There were many small enclaves of villages throughout the Duchy. It seemed the city of Tsuengy had absolutely nothing remarkable about it, and its population was under five thousand. It was highly unlikely I would ever run into anyone from that region. I was about to leave the dreamscape when I swore. I stumbled across a description of people from southern Tsinga. They were short, even shorter than Telhians, and usually had darker skin. I just hoped we never ran into someone from the faraway nation before I left the Legion.
I exited my dreamscape; my head was clear, and I felt well-rested, having not made any changes to the environment. I sent the amulet to my storage and slept for a few additional hours. In the morning, we ate, saddled the horses, and went to collect Decimus in his shop. He was still packing. We all thought Adrian was going to yell at him. Instead, we all worked together to get things into crates. We had to wait another two hours as he contracted the crates to be shipped to Sobral. Adrian tried to show patience, but we all knew he was close to exploding at the alchemist’s delay of our departure.

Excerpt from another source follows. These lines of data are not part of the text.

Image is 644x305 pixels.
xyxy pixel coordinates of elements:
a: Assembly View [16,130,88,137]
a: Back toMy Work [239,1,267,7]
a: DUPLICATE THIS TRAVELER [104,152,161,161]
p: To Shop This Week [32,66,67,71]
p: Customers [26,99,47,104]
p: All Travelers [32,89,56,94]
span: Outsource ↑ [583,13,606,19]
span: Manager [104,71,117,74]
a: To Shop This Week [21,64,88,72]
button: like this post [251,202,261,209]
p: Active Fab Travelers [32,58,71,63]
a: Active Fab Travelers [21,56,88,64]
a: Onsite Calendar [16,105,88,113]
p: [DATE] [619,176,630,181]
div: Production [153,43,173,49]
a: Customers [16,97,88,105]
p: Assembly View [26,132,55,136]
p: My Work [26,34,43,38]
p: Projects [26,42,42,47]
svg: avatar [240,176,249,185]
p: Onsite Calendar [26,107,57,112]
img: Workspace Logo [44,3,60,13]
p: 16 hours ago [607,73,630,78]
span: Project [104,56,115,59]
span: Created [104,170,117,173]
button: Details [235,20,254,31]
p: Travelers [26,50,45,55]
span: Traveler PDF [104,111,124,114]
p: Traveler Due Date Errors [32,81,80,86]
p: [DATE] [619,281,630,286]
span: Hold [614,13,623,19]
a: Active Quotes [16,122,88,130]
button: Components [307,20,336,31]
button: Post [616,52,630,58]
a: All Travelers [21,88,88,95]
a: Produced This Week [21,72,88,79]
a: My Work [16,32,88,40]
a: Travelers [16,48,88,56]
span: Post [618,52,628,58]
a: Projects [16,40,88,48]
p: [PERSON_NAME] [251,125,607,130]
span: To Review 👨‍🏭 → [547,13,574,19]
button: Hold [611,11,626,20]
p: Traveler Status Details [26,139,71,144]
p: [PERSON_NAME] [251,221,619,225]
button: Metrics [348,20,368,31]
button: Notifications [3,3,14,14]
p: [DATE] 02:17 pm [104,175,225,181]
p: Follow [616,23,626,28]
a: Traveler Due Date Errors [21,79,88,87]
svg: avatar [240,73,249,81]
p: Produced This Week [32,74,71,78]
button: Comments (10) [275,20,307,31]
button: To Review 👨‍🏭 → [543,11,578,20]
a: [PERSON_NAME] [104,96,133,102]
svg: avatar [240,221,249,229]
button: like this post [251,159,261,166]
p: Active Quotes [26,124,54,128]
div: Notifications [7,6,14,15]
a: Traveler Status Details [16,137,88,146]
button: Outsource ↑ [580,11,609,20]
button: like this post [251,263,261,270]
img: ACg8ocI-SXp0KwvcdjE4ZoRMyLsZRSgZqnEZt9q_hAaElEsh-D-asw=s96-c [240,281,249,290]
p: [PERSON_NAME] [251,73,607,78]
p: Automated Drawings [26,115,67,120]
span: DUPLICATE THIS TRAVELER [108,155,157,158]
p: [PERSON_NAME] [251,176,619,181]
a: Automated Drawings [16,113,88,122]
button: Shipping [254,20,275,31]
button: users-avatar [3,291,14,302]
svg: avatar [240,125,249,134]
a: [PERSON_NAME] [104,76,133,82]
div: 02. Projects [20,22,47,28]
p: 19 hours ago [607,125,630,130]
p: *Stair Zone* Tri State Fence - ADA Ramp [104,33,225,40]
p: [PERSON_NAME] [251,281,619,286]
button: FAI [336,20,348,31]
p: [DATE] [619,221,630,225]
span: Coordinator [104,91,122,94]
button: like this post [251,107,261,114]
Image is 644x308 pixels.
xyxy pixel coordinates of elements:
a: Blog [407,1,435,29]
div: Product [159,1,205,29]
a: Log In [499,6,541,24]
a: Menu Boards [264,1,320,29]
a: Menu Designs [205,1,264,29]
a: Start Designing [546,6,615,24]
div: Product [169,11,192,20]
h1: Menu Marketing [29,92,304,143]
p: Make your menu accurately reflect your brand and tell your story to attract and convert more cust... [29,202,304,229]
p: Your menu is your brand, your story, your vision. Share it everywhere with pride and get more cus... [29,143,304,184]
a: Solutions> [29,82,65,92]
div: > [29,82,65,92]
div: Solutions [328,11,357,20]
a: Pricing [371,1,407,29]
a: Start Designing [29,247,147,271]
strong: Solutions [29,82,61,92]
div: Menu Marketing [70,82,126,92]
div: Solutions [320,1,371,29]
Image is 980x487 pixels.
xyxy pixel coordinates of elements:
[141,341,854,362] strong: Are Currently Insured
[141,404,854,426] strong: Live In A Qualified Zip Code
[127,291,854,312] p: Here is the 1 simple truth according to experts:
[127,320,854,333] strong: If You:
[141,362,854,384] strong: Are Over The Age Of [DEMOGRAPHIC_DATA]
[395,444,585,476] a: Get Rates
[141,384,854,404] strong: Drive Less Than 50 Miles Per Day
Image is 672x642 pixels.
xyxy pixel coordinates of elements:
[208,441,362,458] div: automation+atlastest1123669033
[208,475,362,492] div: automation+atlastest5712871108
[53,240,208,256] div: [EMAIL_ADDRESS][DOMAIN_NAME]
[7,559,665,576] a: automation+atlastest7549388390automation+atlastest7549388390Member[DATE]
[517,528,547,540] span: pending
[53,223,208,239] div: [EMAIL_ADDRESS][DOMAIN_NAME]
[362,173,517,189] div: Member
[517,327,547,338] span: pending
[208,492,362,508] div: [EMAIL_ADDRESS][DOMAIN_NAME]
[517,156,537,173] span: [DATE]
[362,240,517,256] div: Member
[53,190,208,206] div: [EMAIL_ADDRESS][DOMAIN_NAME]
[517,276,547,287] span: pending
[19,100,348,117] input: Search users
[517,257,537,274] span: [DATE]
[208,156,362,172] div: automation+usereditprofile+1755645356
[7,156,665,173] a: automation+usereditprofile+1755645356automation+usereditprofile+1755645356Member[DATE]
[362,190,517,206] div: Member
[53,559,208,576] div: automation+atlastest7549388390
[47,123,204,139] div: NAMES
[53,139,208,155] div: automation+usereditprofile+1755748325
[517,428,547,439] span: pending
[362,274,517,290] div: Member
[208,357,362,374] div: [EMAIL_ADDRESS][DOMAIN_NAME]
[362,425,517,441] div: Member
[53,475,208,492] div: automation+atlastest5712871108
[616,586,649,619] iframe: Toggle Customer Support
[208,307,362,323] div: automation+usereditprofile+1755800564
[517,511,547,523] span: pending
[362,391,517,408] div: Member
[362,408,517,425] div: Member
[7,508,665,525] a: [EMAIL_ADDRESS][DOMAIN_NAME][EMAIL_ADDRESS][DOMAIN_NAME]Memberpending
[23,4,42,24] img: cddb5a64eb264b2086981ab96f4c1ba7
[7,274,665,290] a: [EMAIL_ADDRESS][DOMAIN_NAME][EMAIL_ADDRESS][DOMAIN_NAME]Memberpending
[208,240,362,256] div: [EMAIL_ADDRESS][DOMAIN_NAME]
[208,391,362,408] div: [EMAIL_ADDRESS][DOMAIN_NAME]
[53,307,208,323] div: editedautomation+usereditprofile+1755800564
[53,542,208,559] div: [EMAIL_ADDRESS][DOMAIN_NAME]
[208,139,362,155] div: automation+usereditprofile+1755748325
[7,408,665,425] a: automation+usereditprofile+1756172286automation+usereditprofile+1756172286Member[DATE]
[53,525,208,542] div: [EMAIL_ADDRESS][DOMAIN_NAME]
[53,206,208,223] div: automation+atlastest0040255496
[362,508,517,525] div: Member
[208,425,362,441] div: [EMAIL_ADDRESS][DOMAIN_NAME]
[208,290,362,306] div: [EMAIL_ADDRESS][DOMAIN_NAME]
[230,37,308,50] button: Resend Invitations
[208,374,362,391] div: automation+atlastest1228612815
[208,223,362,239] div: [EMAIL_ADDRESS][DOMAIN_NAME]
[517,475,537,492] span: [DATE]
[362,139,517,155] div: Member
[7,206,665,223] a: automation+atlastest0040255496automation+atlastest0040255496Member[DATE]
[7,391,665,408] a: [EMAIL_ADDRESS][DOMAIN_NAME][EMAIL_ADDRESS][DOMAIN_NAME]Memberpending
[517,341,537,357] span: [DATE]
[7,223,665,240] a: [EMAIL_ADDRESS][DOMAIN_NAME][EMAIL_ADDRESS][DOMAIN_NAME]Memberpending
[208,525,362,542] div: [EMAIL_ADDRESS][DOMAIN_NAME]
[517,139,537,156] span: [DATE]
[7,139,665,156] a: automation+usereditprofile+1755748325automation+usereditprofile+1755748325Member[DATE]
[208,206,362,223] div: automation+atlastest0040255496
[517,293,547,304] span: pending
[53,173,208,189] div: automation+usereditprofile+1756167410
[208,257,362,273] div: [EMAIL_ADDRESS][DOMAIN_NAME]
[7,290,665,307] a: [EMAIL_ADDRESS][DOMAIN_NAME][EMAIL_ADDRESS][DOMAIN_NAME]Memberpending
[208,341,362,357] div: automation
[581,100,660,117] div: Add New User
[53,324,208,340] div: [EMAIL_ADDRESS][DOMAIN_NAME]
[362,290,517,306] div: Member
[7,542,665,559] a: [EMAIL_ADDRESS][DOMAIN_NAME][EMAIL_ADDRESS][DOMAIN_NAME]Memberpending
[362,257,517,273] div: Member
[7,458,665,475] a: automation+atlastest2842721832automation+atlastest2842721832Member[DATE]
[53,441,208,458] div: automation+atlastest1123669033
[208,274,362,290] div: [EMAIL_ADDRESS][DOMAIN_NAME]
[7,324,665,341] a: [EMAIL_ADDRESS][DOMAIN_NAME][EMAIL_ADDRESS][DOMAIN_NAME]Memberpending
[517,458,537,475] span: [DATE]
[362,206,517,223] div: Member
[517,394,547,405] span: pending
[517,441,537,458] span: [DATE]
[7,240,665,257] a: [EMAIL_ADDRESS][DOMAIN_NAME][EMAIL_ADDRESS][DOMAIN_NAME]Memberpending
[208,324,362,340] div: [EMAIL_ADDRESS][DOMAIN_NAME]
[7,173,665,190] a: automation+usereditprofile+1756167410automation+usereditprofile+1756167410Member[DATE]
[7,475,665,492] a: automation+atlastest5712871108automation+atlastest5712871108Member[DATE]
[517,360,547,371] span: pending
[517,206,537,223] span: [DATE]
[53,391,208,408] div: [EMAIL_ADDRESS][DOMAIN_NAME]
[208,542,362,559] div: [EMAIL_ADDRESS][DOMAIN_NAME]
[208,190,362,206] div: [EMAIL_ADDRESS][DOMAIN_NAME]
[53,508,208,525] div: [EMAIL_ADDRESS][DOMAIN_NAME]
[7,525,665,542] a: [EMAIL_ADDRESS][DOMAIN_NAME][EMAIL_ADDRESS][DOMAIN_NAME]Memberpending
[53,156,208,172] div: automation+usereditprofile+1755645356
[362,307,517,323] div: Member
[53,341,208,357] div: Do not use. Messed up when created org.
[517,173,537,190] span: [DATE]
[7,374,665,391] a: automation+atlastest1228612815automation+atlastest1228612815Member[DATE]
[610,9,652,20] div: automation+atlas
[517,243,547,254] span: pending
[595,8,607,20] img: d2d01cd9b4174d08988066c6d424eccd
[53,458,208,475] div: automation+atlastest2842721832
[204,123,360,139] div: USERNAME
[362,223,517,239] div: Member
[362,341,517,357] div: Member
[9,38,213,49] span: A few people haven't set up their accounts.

It was well after midday before we were finally on the road. It also appeared that Decimus was not a very good horseman. Lucien spent all his time trying to help the alchemist get comfortable in the saddle. We had a hundred-mile ride to reach Forgabua. Adrian reluctantly held the pace slow, knowing the poor alchemist was going to suffer from his first extended ride.
As evening approached, we had only made it fifteen miles from Lorvo. Adrian ordered our camp to be set on a small hilltop just off the road. I felt uneasy the entire time we were setting up camp and eating. The bemoaning alchemist was not my worry. He was liberally using his green concoctions on himself to alleviate his muscle pain from the four-hour ride. Lucien and I were ordered to the first watch. The clear sky gave the large blue moon, Neptune’s tear, illuminating the area and not requiring glow stones to see.
A shrill cry cracked the night not three hours into our watch. We did not even have to wake Adrian and the others as they were already stirring. Blaze asked, “What was that?”
Adrian had his blade in hand and was adjusting his helm. He said grimly, “Nothing good. Lucien, get the horses ready. Blaze and Eryk to either side of me.”
“What about me?” Decimus asked, pulling on his boots frantically.
“Help Lucien with the horses,” Adrian said impatiently. The woods down the hill and across the road cracked as something large broke large branches in its inevitable path toward us. It was going to be one of those nights.